Luke 19:1-10
He entered Jericho and was passing through.
And there was a man called by the name of Zaccheus; he was a chief tax collector, and he was rich.
Zacchaeus was trying to see who Jesus was and was unable because of the crowd, for he was small in stature.
So he ran on ahead and climbed up into a sycamore tree in order to see Him, for He was about to pass through that way.
When Jesus came to the place, He looked up and said to him, “Zacchaeus, hurry and come down, for today I must stay at your house.”
And he hurried and came down and received Him gladly.
When they saw it, they all began to grumble, saying, “He has gone to the guest of the man who is a sinner.”
Zacchaeus stopped and said to the Lord, “Behold, Lord, half of my possessions I will give to the poor, and if I’ve defrauded anyone of anything, I will give back four times as much.”
And Jesus said to him, “Today salvation has come to this house, because he, too, is a son of Abraham.
For the Son of Man has come to seek and to save that which was lost.”
Hosea 14:4
I will heal their apostasy, and I will love them freely
At the top of the list of outcasts among the Jewish people in the days of Christ were prostitutes and tax collectors.
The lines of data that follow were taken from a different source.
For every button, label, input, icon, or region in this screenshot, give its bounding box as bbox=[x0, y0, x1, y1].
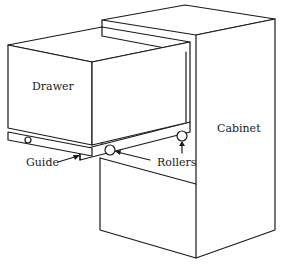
drawer-label: Drawer bbox=[32, 81, 74, 92]
drawer-roller-icon bbox=[25, 137, 31, 143]
rollers-label: Rollers bbox=[157, 157, 196, 168]
cabinet-label: Cabinet bbox=[217, 123, 261, 134]
rollers-arrow-front-icon bbox=[117, 152, 150, 160]
guide-label: Guide bbox=[26, 157, 59, 168]
roller-back-icon bbox=[177, 131, 187, 141]
roller-front-icon bbox=[105, 145, 115, 155]
drawer-cabinet-diagram: Drawer Cabinet Guide Rollers bbox=[0, 0, 282, 268]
Zacchaeus was not just a tax collector; he was a chief tax collector and was very rich. The tax collectors worked for the Romans and were paid well by the Romans to collect the taxes from their own people, and they also padded their own pockets by asking for more money than the Romans required. Their fellow Jews truly hated them. Obviously, Zacchaeus had heard about Jesus, and there was something about Christ that called Zacchaeus to climb a tree just to see Him. I think it was likely because God had been dealing with Zacchaeus’s heart, and he heard how Jesus changed lives and how some of his followers were former tax collectors and prostitutes. Zacchaeus probably carried a lot of shame and guilt, plus he was experiencing the horror of being totally rejected by his own people. I think Zacchaeus was a very lonely and sad man.
It is so powerful to think that Zacchaeus was so desperate that he ran ahead of the whole crowd and climbed up a tree just to get a glimpse of Jesus. As Jesus came to the place where Zacchaeus was, He stopped and looked up and addressed Zacchaeus personally. Zacchaeus was probably as stunned as the crowd was that Jesus would stop and talk to someone like him. Not only did Jesus stop to address Zacchaeus, but he told Zacchaeus to hurry and come down, “for today I must stay at your house.” Can you imagine the shock when Jesus not only talked to Zacchaeus but told him that he wanted to stay in his home.
I love that verse I quoted from in Hosea 14, for it says that God freely loves. God said that about the unfaithful and fickled Jewish nation. When God says that he loves freely, He is not just saying that he loves unconditionally. He is saying that he loves wholeheartedly without reservation. Micah 7:18 says that God delights in unending love.
When Jesus stopped and spoke to Zacchaeus and invited Himself to stay at his house, for the first time Zacchaeus experienced the wholehearted love of God in Christ. Jesus knew who Zacchaeus was, and what he did for a living, but that did not stop Jesus from loving him freely. Jesus very intentionally expressed the love of God toward Zacchaeus in front of the whole crowd who all hated Zacchaeus because Jesus one of them to see the true nature of God’s love. The wholehearted love of God in Christ totally wrecked Zacchaeus’s world. It provoked him to give half of his possessions to the poor and promise if there was anyone he had taken advantage of financially, he would restore to them four times what he had stolen from. Jesus did not ask Zacchaeus to do that. He did not have to. Radical surrender is not something Jesus demands of us, but it is something that His love provokes in us. In Romans 12:1, we are challenged to present our bodies as a living and holy sacrifice, but that challenge is only in light of the mercies of God. When you encounter the wholehearted, freely expressed love of God it causes you to want to delightfully give away everything as a response to Him. A wholehearted response of surrender to the wholehearted love of God is the only reasonable service of worship that God will accept. God does not want or need our guilt offerings. He only wants our love offerings, and we love because He first loved us. It is so tragic how many Christian teachers and preachers try to manipulate people into a life of surrender before God by making them feel guilty and condemned. I’m sure Zacchaeus had plenty of people over the years hurl insults at him and try to make him feel guilty, but none of that accomplished what one moment of the lovesickness of God expressed toward him through Christ did. God is looking for a lovesick bride, not a guilt-ridden one.